Kingdom Builders

Are you a ‘kingdom builder’ or a ‘church builder’ or even an ’empire builder’?   Or maybe you’re not a builder at all?

As we embark upon a new series this autumn entitled Kingdom Builders it is helpful to look at exactly what the Bible means by ‘kingdom’ and in what sense we, as believers today, ‘build’ that kingdom.

 

Church or kingdom?

Whereas Jesus (and the apostles in Acts) spoke predominantly about the kingdom and very little about church, our emphasis as 21st century evangelicals tends to be more on the latter.

The worldwide church does seem more tangible and measurable than the metaphor of the kingdom, but perhaps our language needs to be more kingdom-orientated.

The expression ‘the kingdom of God’ (or its equivalent ‘the kingdom

of heaven’) is central to Jesus’ teaching and found in 61 of his sayings in the synoptic gospels – more frequent than any other single theme such as repentance, faith or the fatherhood of God.

But what did Jesus mean, and what did his hearers understand by the term?

 

God’s rule and reign

Very simply, God’s kingdom is God’s rule and reign.  Whilst the phrase ‘the kingdom of God’ does not occur in the Old Testa ­ment, the concept of God as king – not only of Israel, but of the whole world – is a major theme (see 2 Kings 19:15;  Psa. 29:10, 93:1-2; Dan. 2:44).

Church history in the last 120 years has swung from understanding God’s kingdom as the future catastrophic intervention of God, imminently coming to rule (the writings of Albert Schweitzer) to the already-present rule and reign of God (C.H. Dodd’s famous Parables of the Kingdom in 1935).

Indeed, it is hard to escape the reality that God’s kingdom is already here (Mk 1:15, 2:18-22) – Jesus came, he performed miracles, he rose from the dead and billions around the world today follow him.

Yet at the same time the fully-realised kingdom is future (Mt. 25:31) – the final judgement and new heavens and new earth are clearly not here yet.

Consequently, many theologians have tried to relate these two extremes of a future decisive inbreaking of God’s reign and a kingdom already arrived in Jesus, by seeing Jesus’ ministry as the first instalment of a potentially imminent apocalyptic end.

 

Now-and-not-yet

So we live today in a ‘now-and-not-yet’ kingdom.  If God is our king then we are already a part of it, but there is scope for God’s kingdom to grow (Mk 4:26-29), for more people to experience God’s life and salvation as subjects of his kingdom.

In other words, now is the time to be kingdom builders.  Whilst the New Testament tends to use verbs like ‘proclaim’, ‘receive’ and ‘enter’ the kingdom, and whilst building can imply a physical area or geographical entity, the idea of ‘building’ God’s kingdom is a most appropriate picture for us.

It suggests, excitingly, that even as God is in sovereign control as king, we all still have a role to play in contributing towards the scope of God’s rule.  We can tell others about this rule, we can tell others about the king whose rule it is.

It is not building up Cambray (we do not do things for ‘the church’s sake’) and it is not building personal empires (our own Cambray spheres of influence we control).  But rather it is demonstrating, experiencing and proclaiming God’s kingdom through our lives, our actions and our evangelism.

Please join with the leadership in strategically orientating Cambray to build the kingdom now, and in praying for God’s kingdom to come.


> _DIRECTIONS FOR THIS TASK_:
For the lines from the one with "What do you see at coordinates (654, 333)" to the end of the listing below, both ends included, give an exact copy and nothing more. Do not copy pictures.

> _SUPPLIED MATERIAL_:
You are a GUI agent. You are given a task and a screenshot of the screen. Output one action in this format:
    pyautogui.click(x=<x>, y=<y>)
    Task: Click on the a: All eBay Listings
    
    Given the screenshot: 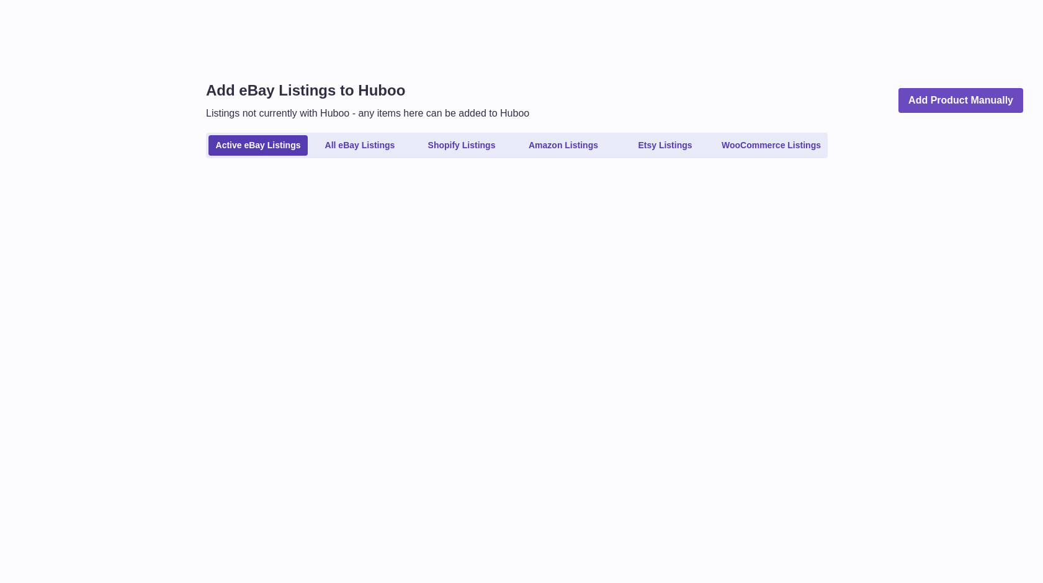 What is the action you would take?
    pyautogui.click(x=360, y=145)
    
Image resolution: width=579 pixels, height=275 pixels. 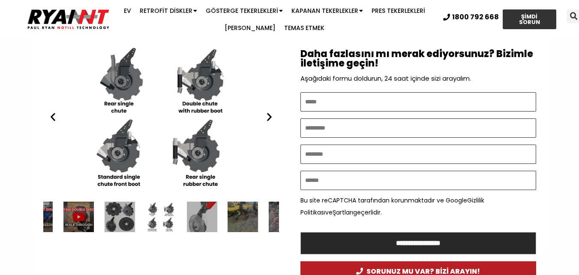 I want to click on font: ve, so click(x=329, y=212).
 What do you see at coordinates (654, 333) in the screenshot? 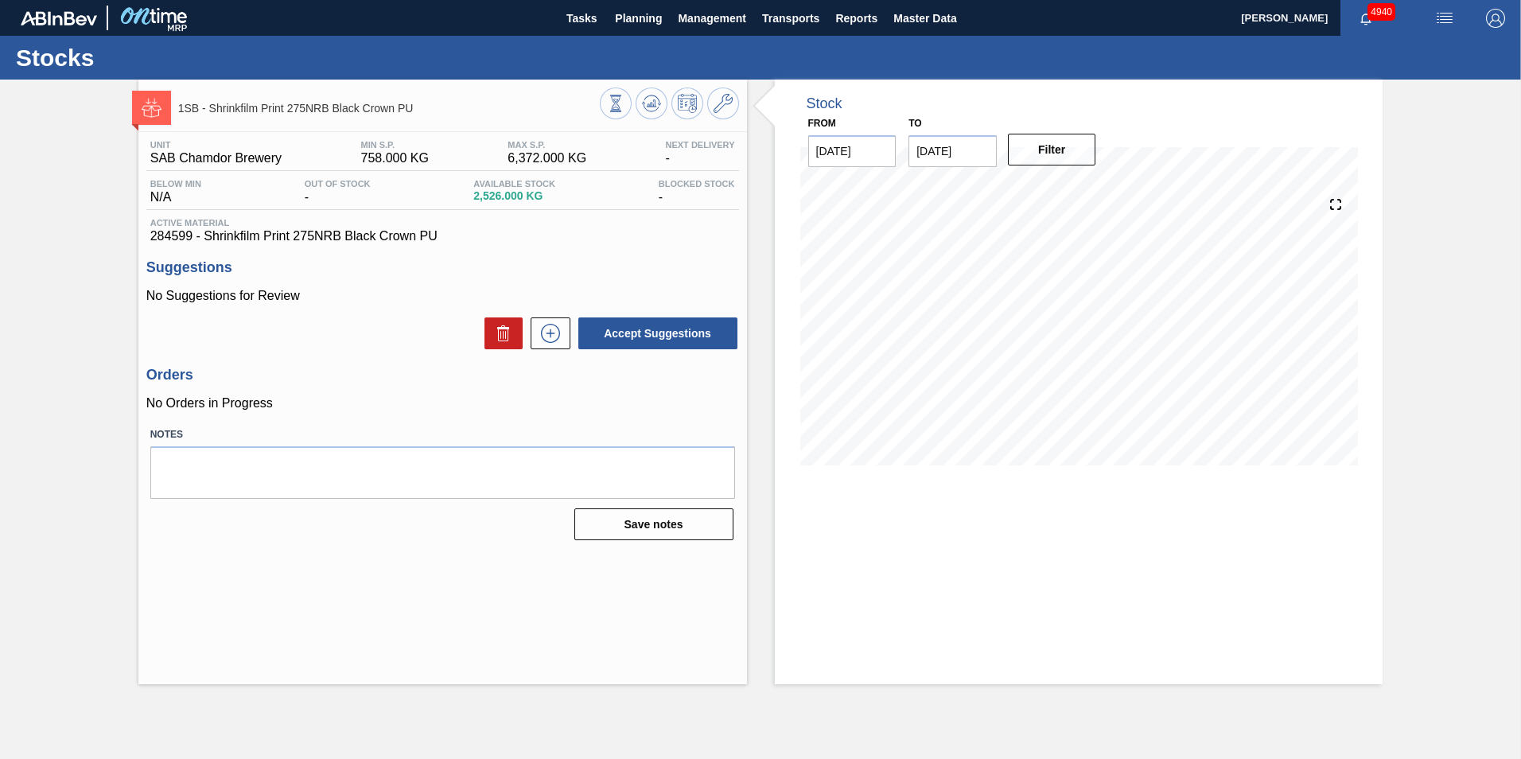
I see `div: Accept Suggestions` at bounding box center [654, 333].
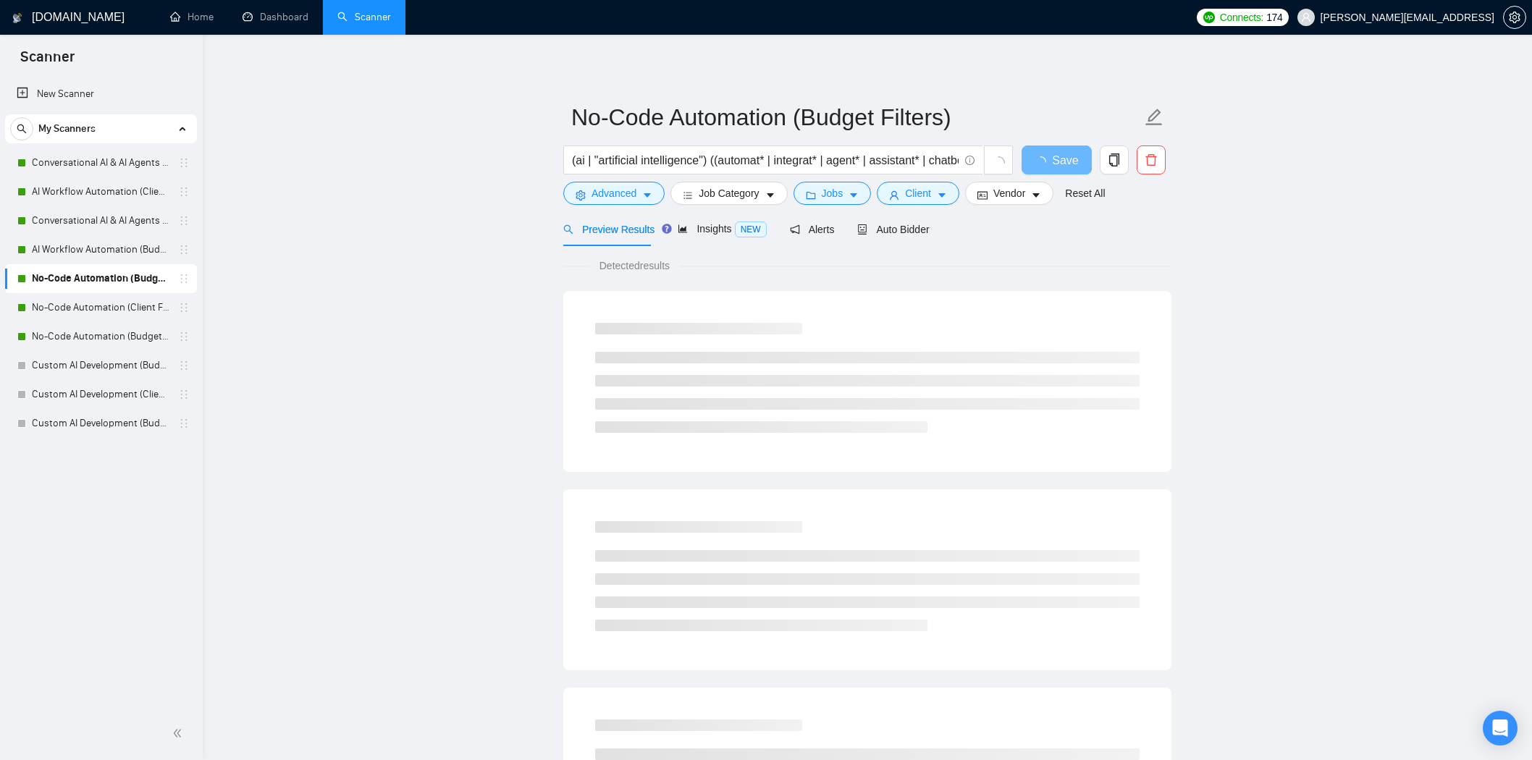 The image size is (1532, 760). What do you see at coordinates (101, 366) in the screenshot?
I see `a: Custom AI Development (Budget Filter)` at bounding box center [101, 366].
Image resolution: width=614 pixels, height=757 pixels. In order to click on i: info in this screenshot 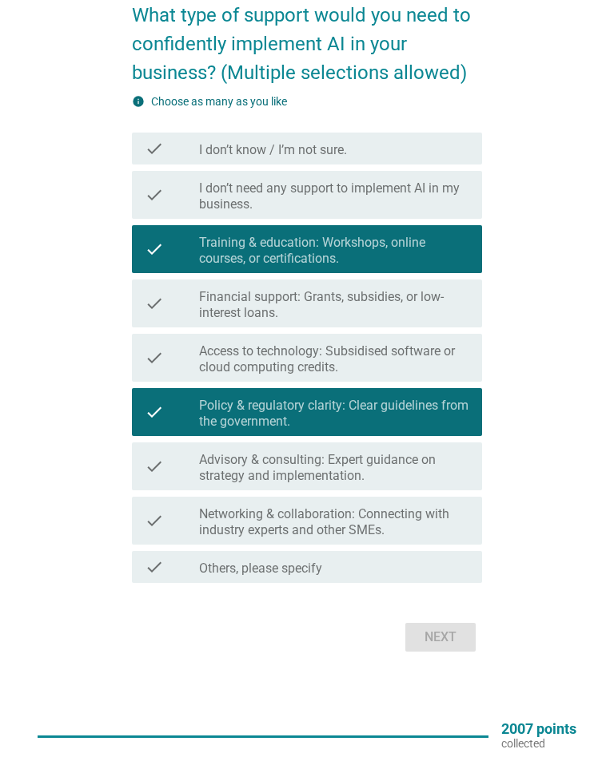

> _EXERCISE RESPONSE_:
 What do you see at coordinates (654, 333) in the screenshot? 
I see `div: Accept Suggestions` at bounding box center [654, 333].
 The image size is (1532, 760). What do you see at coordinates (101, 366) in the screenshot?
I see `a: Custom AI Development (Budget Filter)` at bounding box center [101, 366].
Image resolution: width=614 pixels, height=757 pixels. In order to click on i: info in this screenshot 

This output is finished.